Phone Audio Conference

The Battle Of The Audio Conferencing Giants

Playing catch up with Netscape Communications Corp., Microsoft Corp. recently unveiled its NetMeeting communications and collaboration software, in conjunction with a beta release of Internet Explorer version 3.0. The first result of an alliance with videoconferencing company PictureTel Corp., NetMeeting is a real-time communications client that includes support for international phone audio conference standards, and provides multi-user application sharing and data-conferencing capabilities. NetMeeting is based on the core technology behind PictureTel's LiveShare Plus data-conferencing software.

Microsoft and PictureTel forged a development relationship for data-conferencing last year. As part of that partnership, the final version of NetMeeting will be fully interoperable with all PictureTel data-conferencing products, including LiveShare Plus data-conferencing software for desktop and group videoconferencing, and the PictureTel Live 100 and LiveS0 desktop videoconferencing systems, all of which operate under Windows 98 and Windows XP.

NetMeeting's whiteboard, chat, file transfer and shared clipboard features enable groups of people to conduct meetings, share information and jointly annotate diagrams, text and comments in a shared workspace. Because it allows users to edit Microsoft-compatible documents simultaneously, the product goes a step beyond the latest version of Netscape's popular Web browser, which also offers audio conferencing capabilities.

Until now, data-conferencing has been a fringe application in the PC marketplace. Microsoft is in the best position to make data-conferencing a mainstream application worldwide.

Several companies will help set the stage for NetMeeting:

* MCI says it is working with Microsoft to deliver standards-based audio and document conferencing services over the Internet through NetMeeting. MCI is already working to deliver Web-accessible multipoint conferencing services though its relationship with DataBeam Corp., which developed the industry's first standards-based, software-only server product for hosting multipoint conferences on the Internet and corporate intranets. Adding NetMeeting's "whiteboard" and "chat" capabilities will enable Web browsers to conduct meetings with illustrations, text and comments, and ultimately with the enhancement of value-added video and audio in the same application. The new venture between MCI and Microsoft builds upon an existing agreement announced last January, when the two said they would market each other's products and services.

* OnLive! Technologies announced plans to support NetMeeting by delivering interoperable versions of the company's Internet technology that turns any Web site into a community by enabling groups of people to use their voices to talk online. As the industry leader in audio conferencing on the Internet, OnLive! Technologies are pleased to be working with Microsoft to deliver standards-based conferencing products. The OnLive! Community server for Windows NT is the only multipoint audio server available for the Internet today; end provides an ideal compliment to NetMeeting's point-to-point Internet phone capabilities.

* Farallon Communications Inc. plans to enhance its real-time collaboration software to deliver products that utilize the NetMeeting conferencing and collaboration client. Farallon will expand its offerings by combining its real-time, peer-to-peer collaboration software with the additional capabilities that NetMeeting offers. Farallon plans to enhance its Internet collaboration technology, currently found in its Timbuktu Pro software, to develop a new product that will interoperate with products based on the NetMeeting platform.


The task: Show me each line of the listing below where the word "ELong" appears.

___

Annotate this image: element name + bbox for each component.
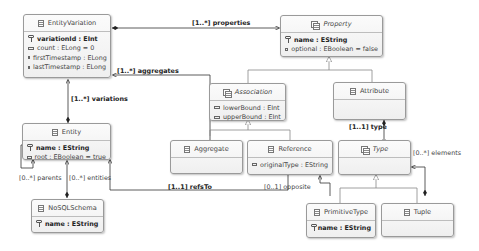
class-header: Aggregate: [171, 141, 242, 158]
class-icon: [404, 209, 410, 216]
class-header: Tuple: [382, 204, 453, 221]
class-attribute[interactable]: Attribute: [333, 82, 406, 120]
class-header: PrimitiveType: [307, 204, 375, 221]
class-icon: [314, 209, 320, 216]
class-header: Reference: [248, 141, 332, 158]
attribute-icon: [285, 48, 288, 51]
class-entity-variation[interactable]: EntityVariation variationId : EInt count…: [23, 14, 111, 78]
attribute-icon: [214, 116, 220, 119]
attribute-row[interactable]: root : EBoolean = true: [27, 153, 106, 163]
attribute-icon: [28, 56, 30, 59]
class-icon: [52, 129, 58, 136]
class-property[interactable]: Property name : EString optional : EBool…: [280, 15, 383, 57]
attribute-row[interactable]: lowerBound : EInt: [214, 103, 281, 113]
attribute-icon: [214, 106, 220, 109]
label-parents: [0..*] parents: [19, 174, 62, 182]
class-association[interactable]: Association lowerBound : EInt upperBound…: [209, 83, 286, 121]
attribute-row[interactable]: originalType : EString: [252, 160, 328, 170]
class-tuple[interactable]: Tuple: [381, 203, 454, 237]
label-properties: [1..*] properties: [192, 19, 250, 27]
class-header: Type: [339, 141, 410, 158]
label-elements: [0..*] elements: [413, 149, 461, 157]
class-aggregate[interactable]: Aggregate: [170, 140, 243, 174]
attribute-icon: [252, 163, 257, 166]
class-header: Attribute: [334, 83, 405, 100]
class-icon: [38, 20, 44, 27]
attribute-row[interactable]: upperBound : EInt: [214, 113, 281, 123]
attribute-row[interactable]: name : EString: [27, 143, 106, 153]
key-icon: [28, 35, 34, 42]
label-variations: [1..*] variations: [71, 95, 128, 103]
class-icon: [350, 88, 356, 95]
class-header: Association: [210, 84, 285, 101]
abstract-class-icon: [361, 146, 369, 153]
class-reference[interactable]: Reference originalType : EString: [247, 140, 333, 175]
class-header: NoSQLSchema: [32, 200, 103, 217]
attribute-row[interactable]: count : ELong = 0: [28, 44, 106, 54]
abstract-class-icon: [311, 21, 319, 28]
class-primitive-type[interactable]: PrimitiveType name : EString: [306, 203, 376, 238]
label-entities: [0..*] entities: [69, 174, 111, 182]
label-refs-to: [1..1] refsTo: [168, 183, 212, 191]
attribute-row[interactable]: name : EString: [311, 223, 371, 233]
attribute-row[interactable]: name : EString: [285, 35, 378, 45]
attribute-row[interactable]: name : EString: [36, 219, 99, 229]
class-header: EntityVariation: [24, 15, 110, 32]
key-icon: [36, 220, 42, 227]
abstract-class-icon: [223, 89, 231, 96]
attribute-icon: [28, 66, 30, 69]
key-icon: [311, 224, 315, 231]
label-opposite: [0..1] opposite: [264, 183, 311, 191]
key-icon: [27, 144, 33, 151]
attribute-icon: [28, 47, 34, 50]
class-icon: [268, 146, 274, 153]
attribute-row[interactable]: firstTimestamp : ELong: [28, 53, 106, 63]
attribute-row[interactable]: optional : EBoolean = false: [285, 45, 378, 55]
label-type: [1..1] type: [349, 123, 387, 131]
class-type[interactable]: Type: [338, 140, 411, 175]
class-entity[interactable]: Entity name : EString root : EBoolean = …: [22, 123, 111, 160]
class-icon: [184, 146, 190, 153]
attribute-icon: [27, 156, 32, 159]
class-header: Entity: [23, 124, 110, 141]
label-aggregates: [1..*] aggregates: [117, 67, 179, 75]
attribute-row[interactable]: lastTimestamp : ELong: [28, 63, 106, 73]
class-header: Property: [281, 16, 382, 33]
class-nosql-schema[interactable]: NoSQLSchema name : EString: [31, 199, 104, 233]
attribute-row[interactable]: variationId : EInt: [28, 34, 106, 44]
key-icon: [285, 36, 291, 43]
class-icon: [38, 205, 44, 212]
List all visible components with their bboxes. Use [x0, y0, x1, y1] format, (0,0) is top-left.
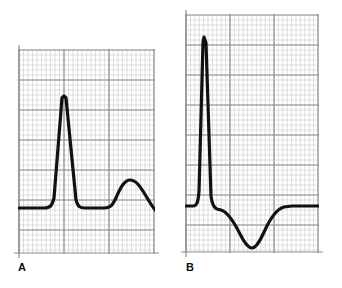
panel-b-plot	[0, 0, 342, 288]
panel-b-label: B	[186, 262, 194, 273]
ecg-figure: A B	[0, 0, 342, 288]
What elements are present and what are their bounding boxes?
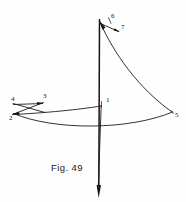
vertex-label-3: 3 [43, 93, 47, 100]
vertex-label-7: 7 [121, 24, 125, 31]
vertex-label-5: 5 [175, 112, 179, 119]
segment-7-arrowhead [114, 28, 120, 32]
figure-canvas: 1 2 3 4 5 6 7 Fig. 49 [0, 0, 186, 202]
vertex-label-1: 1 [106, 97, 110, 104]
curve-2-to-5 [14, 112, 173, 126]
curve-6-to-5 [100, 22, 172, 112]
figure-caption: Fig. 49 [51, 162, 83, 173]
vertex-label-6: 6 [111, 13, 115, 20]
vertex-label-2: 2 [9, 115, 13, 122]
vertex-label-4: 4 [11, 96, 15, 103]
axis-bottom-arrowhead [97, 185, 101, 198]
figure-drawing [0, 0, 186, 202]
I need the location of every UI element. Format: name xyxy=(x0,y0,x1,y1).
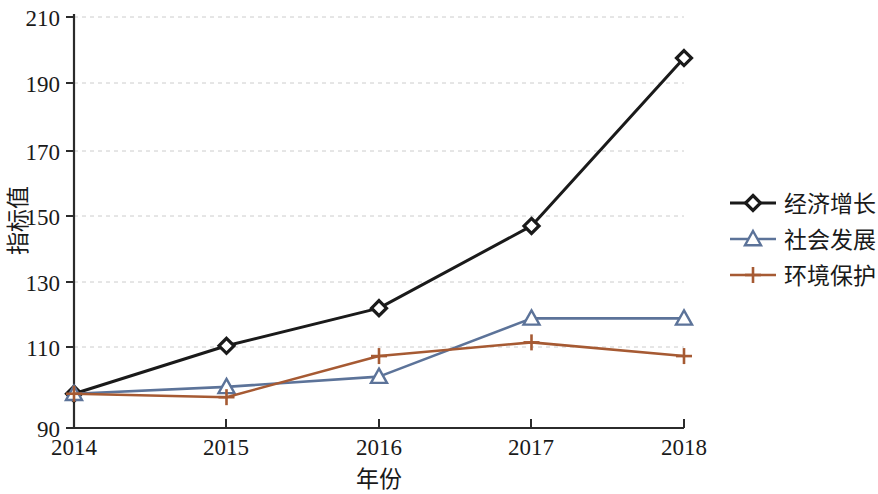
chart-legend: 经济增长社会发展环境保护 xyxy=(730,192,876,289)
legend-item-2[interactable]: 社会发展 xyxy=(730,228,876,253)
line-chart: 210 190 170 150 130 110 90 2014 2015 201… xyxy=(0,0,878,494)
x-tick-label-2015: 2015 xyxy=(203,435,249,460)
x-axis-title: 年份 xyxy=(356,467,402,492)
chart-svg: 210 190 170 150 130 110 90 2014 2015 201… xyxy=(0,0,878,494)
y-tick-label-190: 190 xyxy=(26,72,61,97)
data-point-3-2 xyxy=(371,348,387,364)
legend-label-3: 环境保护 xyxy=(784,264,876,289)
series-layer xyxy=(66,51,692,406)
data-point-1-2 xyxy=(372,301,387,316)
x-tick-labels: 2014 2015 2016 2017 2018 xyxy=(51,435,707,460)
legend-item-1[interactable]: 经济增长 xyxy=(730,192,876,217)
y-tick-label-170: 170 xyxy=(26,140,61,165)
x-tick-label-2017: 2017 xyxy=(508,435,554,460)
data-point-3-4 xyxy=(676,348,692,364)
y-tick-label-110: 110 xyxy=(26,336,60,361)
x-tick-label-2016: 2016 xyxy=(356,435,402,460)
x-tick-label-2018: 2018 xyxy=(661,435,707,460)
y-tick-label-210: 210 xyxy=(26,6,61,31)
data-point-1-1 xyxy=(219,338,234,353)
legend-marker-3 xyxy=(745,267,761,283)
legend-label-2: 社会发展 xyxy=(784,228,876,253)
gridlines xyxy=(74,17,684,347)
legend-marker-1 xyxy=(746,196,761,211)
y-axis-title: 指标值 xyxy=(6,186,31,255)
x-tick-label-2014: 2014 xyxy=(51,435,98,460)
data-point-3-3 xyxy=(524,334,540,350)
legend-label-1: 经济增长 xyxy=(784,192,876,217)
series-line-1 xyxy=(74,58,684,394)
legend-item-3[interactable]: 环境保护 xyxy=(730,264,876,289)
y-tick-label-130: 130 xyxy=(26,271,61,296)
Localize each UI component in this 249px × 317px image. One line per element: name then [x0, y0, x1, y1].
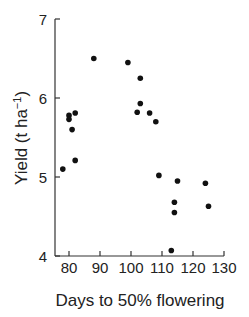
scatter-chart: 45678090100110120130 Days to 50% floweri…	[0, 0, 249, 317]
data-point	[69, 127, 75, 133]
data-point	[72, 158, 78, 164]
x-axis-title: Days to 50% flowering	[55, 291, 224, 310]
y-tick-label: 5	[39, 169, 47, 186]
data-point	[72, 110, 78, 116]
x-tick-label: 90	[92, 259, 109, 276]
x-tick-label: 100	[118, 259, 143, 276]
data-point	[147, 110, 153, 116]
x-tick-label: 80	[61, 259, 78, 276]
data-point	[60, 166, 66, 172]
data-point	[156, 173, 162, 179]
data-point	[172, 199, 178, 205]
data-point	[134, 109, 140, 115]
data-point	[66, 117, 72, 123]
x-tick-label: 110	[150, 259, 174, 276]
data-point	[153, 119, 159, 125]
data-point	[203, 181, 209, 187]
y-tick-label: 6	[39, 90, 47, 107]
data-point	[125, 60, 131, 66]
x-tick-label: 120	[180, 259, 205, 276]
data-point	[91, 56, 97, 62]
data-point	[138, 75, 144, 81]
x-tick-label: 130	[211, 259, 236, 276]
axes: 45678090100110120130	[39, 11, 237, 276]
y-tick-label: 7	[39, 11, 47, 28]
data-point	[172, 210, 178, 216]
y-tick-label: 4	[39, 248, 47, 265]
y-axis-title: Yield (t ha−1)	[11, 91, 31, 185]
data-points	[60, 56, 211, 254]
data-point	[175, 178, 181, 184]
data-point	[138, 101, 144, 107]
data-point	[206, 203, 212, 209]
data-point	[169, 248, 175, 254]
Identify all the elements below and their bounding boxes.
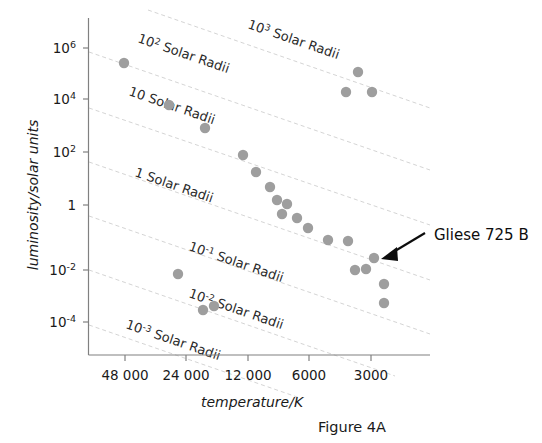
y-tick-label-1: 1 bbox=[67, 197, 76, 213]
data-point bbox=[369, 253, 379, 263]
y-tick-label-1e-2: 10-2 bbox=[49, 261, 76, 278]
data-point bbox=[164, 100, 174, 110]
reference-label-r1: 1 Solar Radii bbox=[133, 165, 215, 206]
y-tick-label-1e6: 106 bbox=[53, 39, 76, 56]
y-tick-labels-group: 106 104 102 1 10-2 10-4 bbox=[49, 39, 76, 330]
figure-caption: Figure 4A bbox=[318, 419, 386, 435]
x-tick-label-6000: 6000 bbox=[292, 367, 326, 383]
data-point bbox=[251, 167, 261, 177]
data-point bbox=[379, 298, 389, 308]
data-point bbox=[350, 265, 360, 275]
y-tick-label-1e2: 102 bbox=[53, 143, 76, 160]
data-point bbox=[209, 301, 219, 311]
reference-label-r1000: 103 Solar Radii bbox=[246, 17, 342, 62]
data-point bbox=[361, 264, 371, 274]
reference-lines-group bbox=[89, 10, 430, 398]
hr-diagram-plot: 102 Solar Radii 103 Solar Radii 10 Solar… bbox=[0, 0, 542, 443]
y-tick-label-1e4: 104 bbox=[53, 90, 76, 107]
data-point bbox=[323, 235, 333, 245]
figure-container: 102 Solar Radii 103 Solar Radii 10 Solar… bbox=[0, 0, 542, 443]
data-point bbox=[379, 279, 389, 289]
data-point bbox=[119, 58, 129, 68]
x-tick-label-3000: 3000 bbox=[354, 367, 388, 383]
data-point bbox=[353, 67, 363, 77]
data-point bbox=[343, 236, 353, 246]
data-point bbox=[198, 305, 208, 315]
reference-label-r100: 102 Solar Radii bbox=[136, 31, 232, 76]
x-tick-label-48000: 48 000 bbox=[101, 367, 148, 383]
reference-labels-group: 102 Solar Radii 103 Solar Radii 10 Solar… bbox=[124, 17, 342, 363]
reference-line-r100 bbox=[89, 52, 430, 170]
data-point bbox=[238, 150, 248, 160]
x-tick-labels-group: 48 000 24 000 12 000 6000 3000 bbox=[101, 367, 388, 383]
data-point bbox=[367, 87, 377, 97]
data-point bbox=[341, 87, 351, 97]
annotation-arrow-head bbox=[381, 247, 398, 261]
data-point bbox=[200, 123, 210, 133]
data-point bbox=[272, 195, 282, 205]
x-tick-label-12000: 12 000 bbox=[224, 367, 271, 383]
reference-label-r0p001: 10-3 Solar Radii bbox=[124, 317, 223, 363]
reference-line-r0p001 bbox=[89, 325, 300, 398]
annotation-label-gliese-725-b: Gliese 725 B bbox=[434, 226, 529, 244]
data-point bbox=[277, 209, 287, 219]
data-point bbox=[292, 213, 302, 223]
x-tick-label-24000: 24 000 bbox=[162, 367, 209, 383]
data-point bbox=[282, 199, 292, 209]
x-axis-title: temperature/K bbox=[201, 394, 305, 410]
annotation-gliese-725-b bbox=[381, 233, 425, 261]
data-point bbox=[173, 269, 183, 279]
data-point bbox=[265, 182, 275, 192]
y-axis-title: luminosity/solar units bbox=[25, 120, 41, 270]
y-tick-label-1e-4: 10-4 bbox=[49, 313, 76, 330]
data-point bbox=[303, 223, 313, 233]
reference-label-r0p1: 10-1 Solar Radii bbox=[187, 239, 286, 285]
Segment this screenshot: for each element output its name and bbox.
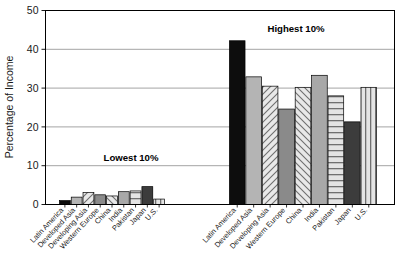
bar <box>154 199 165 204</box>
x-tick-label: Japan <box>332 206 352 227</box>
bar <box>59 201 70 205</box>
y-axis-title: Percentage of Income <box>3 55 15 158</box>
bar <box>142 187 153 205</box>
bar-chart: 01020304050 Latin AmericaDeveloped AsiaD… <box>0 0 405 268</box>
y-tick-label: 0 <box>33 198 39 210</box>
bar <box>312 75 328 204</box>
bar <box>246 77 262 205</box>
y-tick-label: 20 <box>27 121 39 133</box>
bar <box>107 196 118 205</box>
bar <box>83 192 94 204</box>
bar <box>71 197 82 204</box>
y-tick-label: 50 <box>27 4 39 16</box>
y-axis: 01020304050 <box>27 4 46 210</box>
y-tick-label: 40 <box>27 43 39 55</box>
y-tick-label: 10 <box>27 159 39 171</box>
x-axis: Latin AmericaDeveloped AsiaDeveloping As… <box>28 205 369 251</box>
bar <box>118 192 129 205</box>
x-tick-label: China <box>284 205 304 226</box>
chart-canvas: 01020304050 Latin AmericaDeveloped AsiaD… <box>0 0 405 268</box>
bar <box>229 41 245 205</box>
bar <box>295 87 311 204</box>
x-tick-label: U.S. <box>143 206 159 223</box>
bar <box>328 96 344 205</box>
group-annotation-highest: Highest 10% <box>267 23 325 34</box>
bar <box>361 87 377 204</box>
x-tick-label: U.S. <box>353 206 369 223</box>
bar <box>262 86 278 204</box>
bar <box>130 191 141 205</box>
bar <box>95 195 106 205</box>
group-annotation-lowest: Lowest 10% <box>104 152 159 163</box>
bar <box>279 109 295 204</box>
bar <box>345 122 361 205</box>
y-tick-label: 30 <box>27 82 39 94</box>
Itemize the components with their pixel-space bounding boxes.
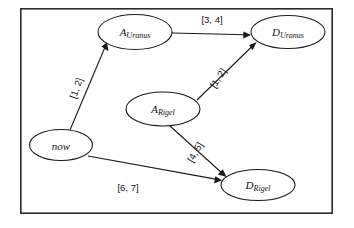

___

Answer section:
attribute-row[interactable]: count : ELong = 0: [28, 44, 106, 54]
attribute-row[interactable]: firstTimestamp : ELong: [28, 53, 106, 63]
attribute-row[interactable]: lastTimestamp : ELong: [28, 63, 106, 73]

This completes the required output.